I will follow you down
until the sound of my voice will haunt you
until the sound of my voice will haunt you
Tension builds inside Marisol’s body. A knot of thorns rises and falls in tandem with her breath; it scrapes the soft spot just between two ribs and prickles there with faint pain. Her throat is dead-plant, desert-sand dry, no matter how much she swallows or attempts to filter the grit between her teeth, no matter how deep she breathes, and it makes the cool wetness of the air coming off the sea feel like a personal mocking. Take it, says the world. The thing you need is right here—take it. And she can’t.
Has she become softer or sharper? Warmer or colder? It is impossible to decide between the urge to curl her mouth into a snarl or a somber frown, impossible to decide which is stronger—the relief that he is alive, alive, alive—the bitter, deeply hurtful disappointment that he has no excuse for being thought dead.
And that confusion only grows deeper and more painful when she sees the shine of tears in his eyes. If this is an expression she’s ever seen him wear before, it must have only been once or twice. His gaze shimmers like moonlight on water; and when Marisol realizes that it is the patina of tears making his dark eyes glint so bright, she is almost sick. Nauseated. The muscles wound into tense knots. She feels ripped in half at the spine, between wanting to wipe those tears away and wishing they would fall faster.
Doesn’t he deserve it? Shouldn’t he suffer? Anselm’s voice breaks suddenly into her head, and for the first time she can remember it is tinged with appalment. Who made you judge and jury, Marisol?
Since when are you a god?
Some disgruntled part of her wants to argue that she always has been; at least that’s what the evidence points to. And it might be that Anselm feels the thought anyway, an acid feeling that sinks through the length of their bond and attempts to dissolve it. But Marisol holds her tongue. Her oldest talent.
I want—says Asterion. But his voice fades out before he can finish the sentence, his speech made into static by the buzzing of the Marisol’s blood.
I want, he says again. And again it passes through her without any impact whatsoever.
He wants and wants and wants, these things that Marisol cannot process or acknowledge, drowned as she is by the weight of her awkward, nearly childish rage. Perhaps the most frightening part is that she looks unscathed. Irritated, certainly, but also cold and stone-stoic. Less outwardly furious than disgusted. She runs her tongue around her teeth, tastes salt and blood and bile.
And a little laugh escapes, a single rough breath, disappointed to the extent of sounding sick. “Then how can I be mad?” she responds bluntly. “We all want things. That is the nature of living. I only assumed you were smart enough to understand that the nature of living is not the same as its responsibilities.”
Her mouth settles into a dull line.
“I gave you too much credit.” And then, acridly, tight with bitter mocking: “Forgive me.”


WHAT IS BEING ASKED - Take every line from the listing below that includes "Wirtschaftlichkeitsanalyse" and copy it.

DATA SHOWN -
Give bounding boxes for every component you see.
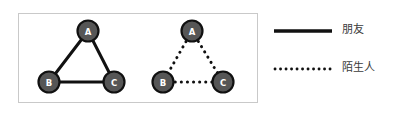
relationship-diagram: A B C A B — [0, 0, 395, 114]
legend-label-friend: 朋友 — [342, 24, 364, 35]
node-b2-label: B — [160, 78, 166, 88]
node-c-label: C — [111, 78, 117, 88]
legend-label-stranger: 陌生人 — [342, 62, 375, 73]
legend — [274, 31, 332, 69]
node-c2: C — [213, 72, 234, 93]
node-a2-label: A — [189, 27, 196, 37]
node-a2: A — [182, 21, 203, 42]
node-a-label: A — [85, 27, 92, 37]
node-b: B — [39, 72, 60, 93]
node-c: C — [104, 72, 125, 93]
node-b2: B — [153, 72, 174, 93]
node-a: A — [78, 21, 99, 42]
node-c2-label: C — [220, 78, 226, 88]
node-b-label: B — [46, 78, 52, 88]
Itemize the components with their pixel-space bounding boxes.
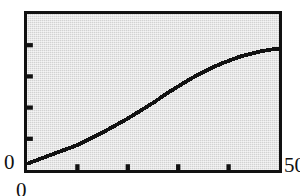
y-axis-ticks (27, 43, 33, 141)
x-axis-ticks (75, 164, 230, 170)
plot-area (24, 11, 282, 173)
y-axis-min-label: 0 (4, 152, 15, 173)
data-series-group (27, 49, 279, 164)
x-axis-min-label: 0 (16, 180, 27, 196)
x-axis-max-label: 50 (284, 155, 300, 176)
plot-canvas (27, 14, 279, 170)
chart-figure: 50 0 0 50 (0, 0, 300, 196)
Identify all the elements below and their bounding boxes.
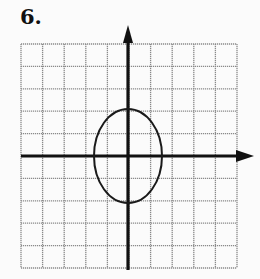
y-axis-arrow-icon [123, 25, 133, 43]
y-axis [123, 25, 133, 270]
coordinate-graph [0, 0, 260, 279]
x-axis-arrow-icon [236, 150, 254, 162]
x-axis [21, 150, 254, 162]
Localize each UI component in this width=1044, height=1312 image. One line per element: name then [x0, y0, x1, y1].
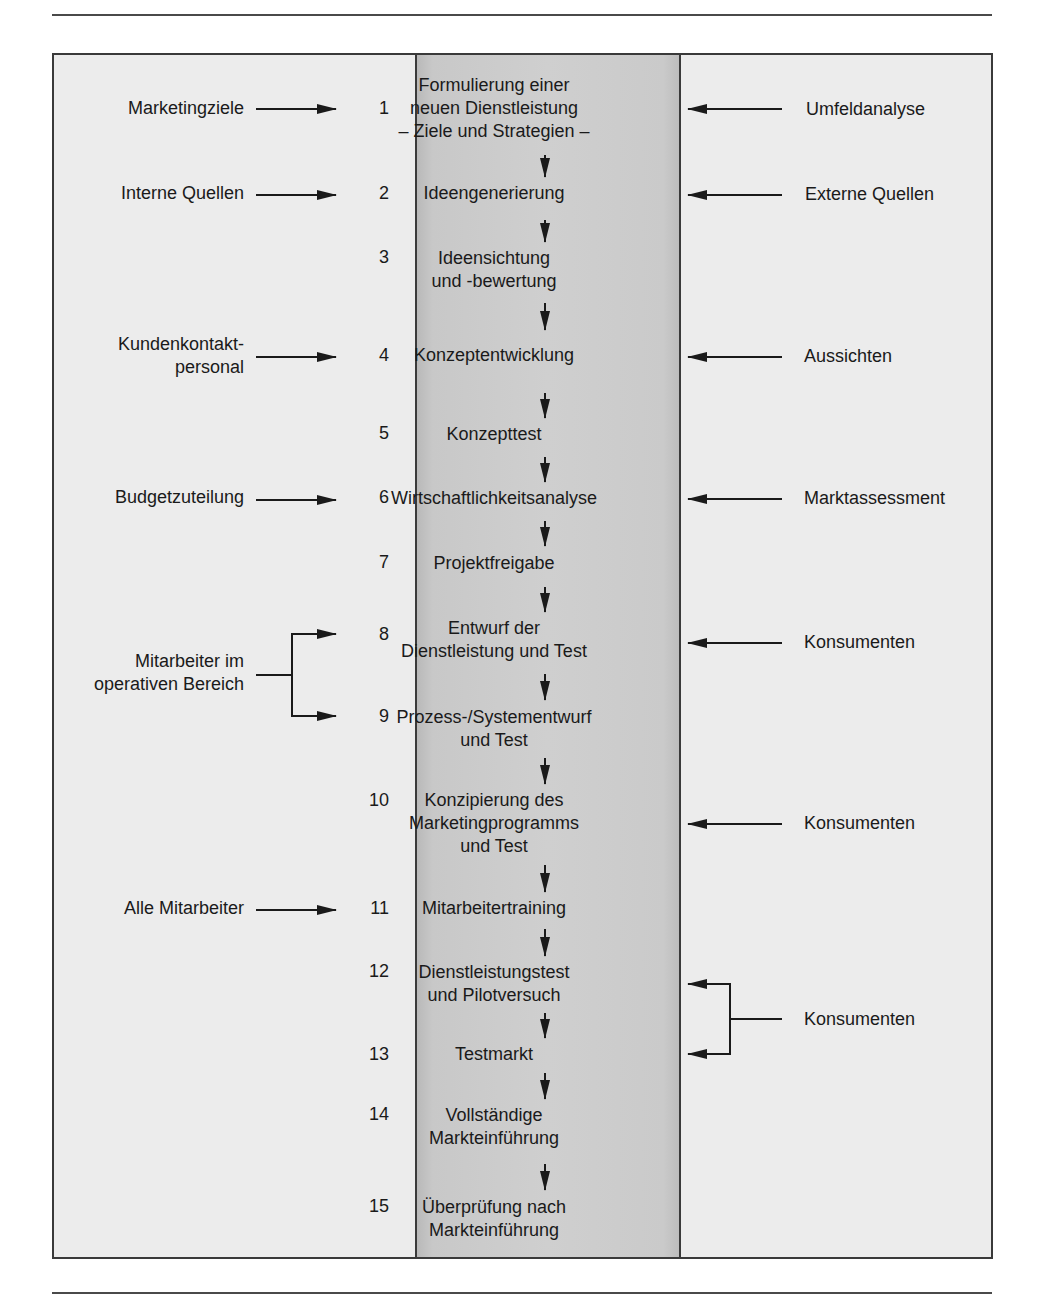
input-label-line: Kundenkontakt- [44, 333, 244, 356]
bottom-rule [52, 1292, 992, 1294]
left-input-alle-mitarbeiter: Alle Mitarbeiter [44, 897, 244, 920]
step-box-15: Überprüfung nach Markteinführung [363, 1196, 625, 1242]
input-label-line: operativen Bereich [44, 673, 244, 696]
step-label-line: Vollständige [363, 1104, 625, 1127]
step-label-line: Dienstleistungstest [363, 961, 625, 984]
step-label-line: Ideensichtung [363, 247, 625, 270]
step-label-line: Konzeptentwicklung [363, 344, 625, 367]
input-label-line: personal [44, 356, 244, 379]
left-input-marketingziele: Marketingziele [44, 97, 244, 120]
step-label-line: Entwurf der [363, 617, 625, 640]
top-rule [52, 14, 992, 16]
step-box-8: Entwurf der Dienstleistung und Test [363, 617, 625, 663]
right-input-umfeldanalyse: Umfeldanalyse [806, 98, 925, 121]
step-label-line: Markteinführung [363, 1219, 625, 1242]
step-label-line: Marketingprogramms [363, 812, 625, 835]
step-box-10: Konzipierung des Marketingprogramms und … [363, 789, 625, 858]
left-input-budgetzuteilung: Budgetzuteilung [44, 486, 244, 509]
step-box-7: Projektfreigabe [363, 552, 625, 575]
step-label-line: Mitarbeitertraining [363, 897, 625, 920]
step-label-line: Ideengenerierung [363, 182, 625, 205]
left-input-interne-quellen: Interne Quellen [44, 182, 244, 205]
step-box-1: Formulierung einer neuen Dienstleistung … [363, 74, 625, 143]
step-label-line: Konzepttest [363, 423, 625, 446]
step-box-14: Vollständige Markteinführung [363, 1104, 625, 1150]
step-box-5: Konzepttest [363, 423, 625, 446]
step-label-line: und Pilotversuch [363, 984, 625, 1007]
step-box-6: Wirtschaftlichkeitsanalyse [363, 487, 625, 510]
input-label-line: Budgetzuteilung [44, 486, 244, 509]
step-box-12: Dienstleistungstest und Pilotversuch [363, 961, 625, 1007]
step-label-line: und -bewertung [363, 270, 625, 293]
input-label-line: Konsumenten [804, 1008, 915, 1031]
input-label-line: Mitarbeiter im [44, 650, 244, 673]
input-label-line: Marktassessment [804, 487, 945, 510]
input-label-line: Externe Quellen [805, 183, 934, 206]
step-label-line: – Ziele und Strategien – [363, 120, 625, 143]
input-label-line: Konsumenten [804, 812, 915, 835]
input-label-line: Interne Quellen [44, 182, 244, 205]
left-input-mitarbeiter-operativ: Mitarbeiter im operativen Bereich [44, 650, 244, 696]
input-label-line: Marketingziele [44, 97, 244, 120]
step-label-line: Prozess-/Systementwurf [363, 706, 625, 729]
input-label-line: Aussichten [804, 345, 892, 368]
step-label-line: Konzipierung des [363, 789, 625, 812]
input-label-line: Umfeldanalyse [806, 98, 925, 121]
right-input-konsumenten-10: Konsumenten [804, 812, 915, 835]
step-label-line: Testmarkt [363, 1043, 625, 1066]
step-box-3: Ideensichtung und -bewertung [363, 247, 625, 293]
step-box-4: Konzeptentwicklung [363, 344, 625, 367]
step-label-line: Überprüfung nach [363, 1196, 625, 1219]
step-box-13: Testmarkt [363, 1043, 625, 1066]
step-label-line: Dienstleistung und Test [363, 640, 625, 663]
step-label-line: Projektfreigabe [363, 552, 625, 575]
right-input-konsumenten-12-13: Konsumenten [804, 1008, 915, 1031]
right-input-aussichten: Aussichten [804, 345, 892, 368]
step-box-9: Prozess-/Systementwurf und Test [363, 706, 625, 752]
step-label-line: Wirtschaftlichkeitsanalyse [363, 487, 625, 510]
step-box-2: Ideengenerierung [363, 182, 625, 205]
step-box-11: Mitarbeitertraining [363, 897, 625, 920]
step-label-line: Markteinführung [363, 1127, 625, 1150]
right-input-externe-quellen: Externe Quellen [805, 183, 934, 206]
left-input-kundenkontaktpersonal: Kundenkontakt- personal [44, 333, 244, 379]
step-label-line: und Test [363, 835, 625, 858]
right-input-konsumenten-8: Konsumenten [804, 631, 915, 654]
right-input-marktassessment: Marktassessment [804, 487, 945, 510]
step-label-line: neuen Dienstleistung [363, 97, 625, 120]
input-label-line: Alle Mitarbeiter [44, 897, 244, 920]
step-label-line: und Test [363, 729, 625, 752]
step-label-line: Formulierung einer [363, 74, 625, 97]
input-label-line: Konsumenten [804, 631, 915, 654]
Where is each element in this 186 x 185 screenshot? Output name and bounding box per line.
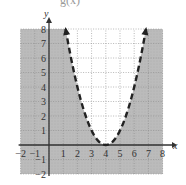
x-tick-label: 1 [61, 148, 66, 159]
y-tick-label: 3 [41, 96, 46, 107]
x-tick-label: 2 [75, 148, 80, 159]
x-tick-label: −2 [15, 148, 26, 159]
y-axis-label: y [43, 8, 49, 19]
y-tick-label: −2 [35, 169, 46, 180]
header-fragment: g(x) [60, 0, 80, 7]
x-tick-label: 8 [160, 148, 165, 159]
y-tick-label: 4 [41, 82, 46, 93]
y-tick-label: 5 [41, 67, 46, 78]
y-tick-label: 7 [41, 38, 46, 49]
x-tick-label: 5 [118, 148, 123, 159]
inequality-graph: g(x) −2−112345678−2−112345678 y x [0, 0, 186, 185]
y-tick-label: 8 [41, 24, 46, 35]
y-tick-label: 1 [41, 125, 46, 136]
x-tick-label: 7 [146, 148, 151, 159]
x-tick-label: 3 [89, 148, 94, 159]
x-tick-label: 6 [132, 148, 137, 159]
y-tick-label: 2 [41, 111, 46, 122]
plot-area: −2−112345678−2−112345678 [15, 17, 177, 180]
x-tick-label: 4 [103, 148, 108, 159]
y-tick-label: 6 [41, 53, 46, 64]
y-tick-label: −1 [35, 154, 46, 165]
x-axis-label: x [172, 140, 178, 151]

ANSWER TO THIS TASK -
step-box-6: Wirtschaftlichkeitsanalyse [363, 487, 625, 510]
step-label-line: Wirtschaftlichkeitsanalyse [363, 487, 625, 510]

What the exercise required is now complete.